Legal Information
The material in this guide provides basic information and guidance about copyright and fair use in an academic setting. Nothing on this guide should be interpreted as legal advice.
What is Fair Use?
The purpose of the fair use doctrine is to allow limited use of copyrighted material without obtaining prior permission from the copyright owner.
"Fair use is a legal doctrine that promotes freedom of expression by permitting the unlicensed use of copyright-protected works in certain circumstances. Section 107 of the Copyright Act provides the statutory framework for determining whether something is a fair use and identifies certain types of uses—such as criticism, comment, news reporting, teaching, scholarship, and research—as examples of activities that may qualify as fair use."
Source: Copyright.gov
Fair Use Guidelines
"This “fair use” provision of copyright law doesn’t provide hard and fast rules to tell you whether a use qualifies as fair. Instead, the unique facts regarding a use lead you to a reasoned conclusion. Your evaluation should weigh four factors:
1. Purpose and character: If your use is for teaching at a nonprofit educational institution, this is a factor favoring fair use. The scale tips further in favor of fair use if access is restricted to your students.
2. Nature of copyrighted work: Is the work fact-based, published, or out-of-print? These factors weigh in favor of fair use.
3. Amount used: Using a small portion of a whole work would weigh toward fairness. But sometimes it may be fair to use an entire work (such as an image) if it is needed for your instructional purpose.
4. Market effect: A use is more likely to be fair if it does not harm the potential market for or value of the copyrighted work. But if it does, this could weigh more heavily against fair use than the other factors.
Consider each of these factors, but all of them do not have to be favorable to make your use a fair one. When the factors in the aggregate weigh toward fairness, your use is better justified. When the factors tip the scales in the other direction, your need to obtain permission from the copyright holder increases."
Source: Know Your Copy Rights, Association of Research Libraries
What are the Classroom Guidelines?
The fair use exception is purposefully broad and flexible, which can make many educators uncomfortable. The Classroom Guidelines sought to help clarify that ambiguity. Remember, they are the agreed upon minimum and are not the law. A fair use analysis is still needed.
Copyright Circular 21,contains the "Agreement on Guidelines for Classroom Copying in Not-for-Profit Educational Institutions." Commonly called “Classroom Guidelines,” these are the legislative notes associated with the implementation of the current copyright law in 1976 (which first codified fair use) and were minimum guidelines agreed to by educators, authors, and publishers.
Select Guidelines:
Multiple copies (not to exceed more than one copy per pupil in a course) may be made by or for the teacher giving the course for classroom use or discussion, provided that:
*Example: Notice: This material is subject to the copyright law of the United States.
Fair Use Checklist
Fair use is intentionally flexible and is determined on a case-by-case basis. You can use a Fair Use Checklist or Fair Use Evaluator to help analyze whether a use of a copyrighted work could be considered fair use.
Consideration of all four factors of fair use is required. However, all four factors do not have to be on the favorable side to reasonably conclude that a use will be fair. If most factors lean in favor of fair use, then the use is probably fair. If most factors lean away from fair use then the use probably isn’t fair. If you determine your use wouldn’t be fair use, please contact your library for help with alternatives or permissions.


- Brief
Filter these entries down to lines holding "costs".

- Figure dataset records
# # #
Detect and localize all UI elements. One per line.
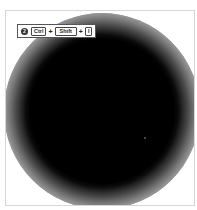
plus-separator: + — [48, 27, 52, 36]
dither-pattern — [5, 13, 195, 206]
key-i: I — [85, 27, 93, 36]
keyboard-shortcut-label: 2 Ctrl + Shift + I — [17, 24, 96, 38]
step-number-badge: 2 — [21, 28, 28, 35]
speck — [144, 137, 146, 139]
plus-separator: + — [79, 27, 83, 36]
key-ctrl: Ctrl — [31, 27, 46, 36]
image-frame: 2 Ctrl + Shift + I — [5, 10, 195, 206]
key-shift: Shift — [55, 27, 77, 36]
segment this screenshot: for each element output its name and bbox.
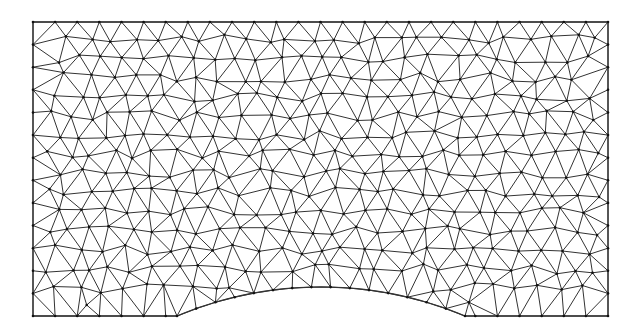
- mesh-node: [607, 89, 610, 92]
- mesh-node: [576, 231, 579, 234]
- mesh-node: [66, 228, 69, 231]
- mesh-node: [201, 157, 204, 160]
- mesh-node: [554, 150, 557, 153]
- mesh-node: [339, 167, 342, 170]
- mesh-node: [528, 113, 531, 116]
- mesh-node: [387, 292, 390, 295]
- mesh-node: [496, 133, 499, 136]
- mesh-node: [321, 56, 324, 59]
- mesh-node: [228, 176, 231, 179]
- mesh-node: [209, 21, 212, 24]
- mesh-node: [421, 155, 424, 158]
- mesh-node: [530, 264, 533, 267]
- mesh-node: [530, 154, 533, 157]
- mesh-node: [511, 80, 514, 83]
- mesh-node: [270, 41, 273, 44]
- mesh-node: [474, 315, 477, 318]
- mesh-node: [308, 195, 311, 198]
- mesh-node: [142, 57, 145, 60]
- mesh-node: [121, 287, 124, 290]
- mesh-node: [147, 210, 150, 213]
- mesh-node: [224, 266, 227, 269]
- mesh-node: [240, 114, 243, 117]
- mesh-node: [474, 282, 477, 285]
- mesh-node: [105, 137, 108, 140]
- mesh-node: [291, 270, 294, 273]
- mesh-node: [371, 119, 374, 122]
- mesh-node: [464, 315, 467, 318]
- mesh-node: [510, 269, 513, 272]
- mesh-node: [411, 94, 414, 97]
- mesh-node: [452, 21, 455, 24]
- mesh-node: [482, 154, 485, 157]
- mesh-node: [228, 287, 231, 290]
- mesh-node: [520, 171, 523, 174]
- mesh-node: [195, 233, 198, 236]
- mesh-node: [50, 110, 53, 113]
- mesh-node: [98, 21, 101, 24]
- mesh-node: [382, 170, 385, 173]
- mesh-node: [607, 292, 610, 295]
- mesh-node: [355, 226, 358, 229]
- mesh-node: [374, 36, 377, 39]
- mesh-node: [264, 226, 267, 229]
- mesh-node: [607, 247, 610, 250]
- mesh-node: [136, 38, 139, 41]
- mesh-node: [583, 131, 586, 134]
- mesh-node: [148, 175, 151, 178]
- mesh-node: [437, 110, 440, 113]
- mesh-node: [233, 213, 236, 216]
- mesh-node: [276, 96, 279, 99]
- mesh-node: [432, 290, 435, 293]
- mesh-node: [380, 153, 383, 156]
- mesh-node: [381, 249, 384, 252]
- mesh-node: [111, 190, 114, 193]
- mesh-node: [607, 224, 610, 227]
- mesh-node: [245, 38, 248, 41]
- mesh-node: [215, 287, 218, 290]
- mesh-node: [180, 35, 183, 38]
- mesh-node: [556, 273, 559, 276]
- mesh-node: [533, 193, 536, 196]
- mesh-node: [566, 61, 569, 64]
- mesh-node: [32, 66, 35, 69]
- mesh-node: [598, 196, 601, 199]
- mesh-node: [82, 96, 85, 99]
- mesh-node: [270, 114, 273, 117]
- mesh-node: [310, 286, 313, 289]
- mesh-node: [80, 208, 83, 211]
- mesh-node: [577, 34, 580, 37]
- mesh-node: [563, 21, 566, 24]
- mesh-node: [192, 57, 195, 60]
- mesh-node: [342, 213, 345, 216]
- mesh-node: [517, 250, 520, 253]
- mesh-node: [535, 98, 538, 101]
- mesh-node: [255, 92, 258, 95]
- mesh-node: [289, 117, 292, 120]
- mesh-node: [76, 21, 79, 24]
- mesh-node: [607, 202, 610, 205]
- mesh-node: [592, 119, 595, 122]
- mesh-node: [572, 110, 575, 113]
- mesh-node: [76, 315, 79, 318]
- mesh-node: [386, 208, 389, 211]
- mesh-node: [596, 234, 599, 237]
- mesh-node: [334, 149, 337, 152]
- mesh-node: [540, 315, 543, 318]
- mesh-node: [169, 213, 172, 216]
- mesh-node: [303, 138, 306, 141]
- mesh-node: [399, 78, 402, 81]
- mesh-node: [314, 263, 317, 266]
- mesh-node: [554, 75, 557, 78]
- mesh-node: [32, 89, 35, 92]
- mesh-node: [271, 170, 274, 173]
- mesh-node: [566, 100, 569, 103]
- mesh-node: [519, 212, 522, 215]
- mesh-node: [382, 60, 385, 63]
- mesh-node: [607, 156, 610, 159]
- mesh-node: [32, 156, 35, 159]
- mesh-node: [88, 226, 91, 229]
- mesh-node: [485, 189, 488, 192]
- mesh-node: [109, 40, 112, 43]
- mesh-node: [581, 284, 584, 287]
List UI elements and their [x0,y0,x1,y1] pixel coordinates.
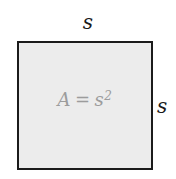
formula-exponent: 2 [104,89,112,103]
side-length-label-right: s [157,96,167,116]
area-formula: A=s2 [19,91,151,109]
formula-area-variable: A [58,89,72,110]
square-shape: A=s2 [17,41,153,170]
square-area-diagram: s A=s2 s [0,0,176,179]
formula-side-variable: s [95,89,105,110]
formula-equals-sign: = [75,89,91,110]
side-length-label-top: s [0,12,176,32]
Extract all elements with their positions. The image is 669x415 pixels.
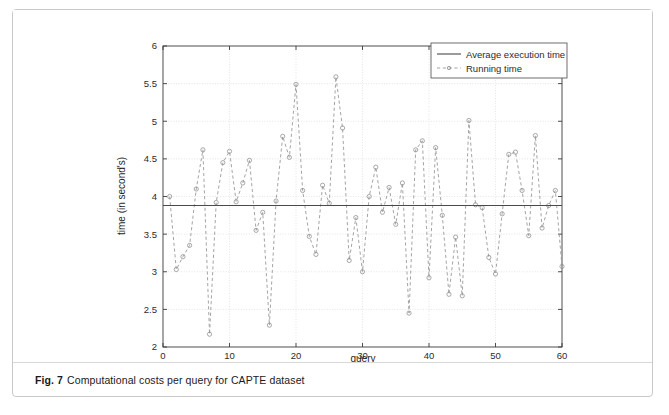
x-tick-label: 60 [557, 350, 568, 361]
y-tick-label: 3 [152, 266, 157, 277]
y-tick-label: 5 [152, 116, 157, 127]
chart-plot-region: 22.533.544.555.56 0102030405060 time (in… [13, 10, 652, 362]
x-tick-label: 40 [424, 350, 435, 361]
chart-svg: 22.533.544.555.56 0102030405060 time (in… [13, 10, 652, 362]
y-tick-label: 4 [152, 191, 157, 202]
y-tick-label: 6 [152, 40, 157, 51]
y-tick-label: 2 [152, 341, 157, 352]
x-axis-title: query [350, 353, 375, 362]
figure-card: 22.533.544.555.56 0102030405060 time (in… [12, 9, 653, 397]
y-tick-label: 5.5 [144, 78, 157, 89]
x-tick-label: 20 [291, 350, 302, 361]
figure-caption-text: Computational costs per query for CAPTE … [67, 374, 305, 386]
y-tick-label: 3.5 [144, 229, 157, 240]
y-tick-label: 2.5 [144, 304, 157, 315]
chart-legend: Average execution time Running time [431, 43, 567, 78]
legend-label-running: Running time [466, 63, 522, 74]
x-tick-label: 0 [160, 350, 165, 361]
y-axis-title: time (in second's) [116, 157, 127, 235]
x-tick-label: 10 [224, 350, 235, 361]
y-tick-label: 4.5 [144, 153, 157, 164]
legend-label-average: Average execution time [466, 49, 565, 60]
figure-number: Fig. 7 [35, 374, 63, 386]
figure-caption: Fig. 7 Computational costs per query for… [13, 363, 652, 396]
x-tick-label: 50 [490, 350, 501, 361]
# # #
- Written response
figure-caption-text: Computational costs per query for CAPTE … [67, 374, 305, 386]
figure-caption: Fig. 7 Computational costs per query for… [13, 363, 652, 396]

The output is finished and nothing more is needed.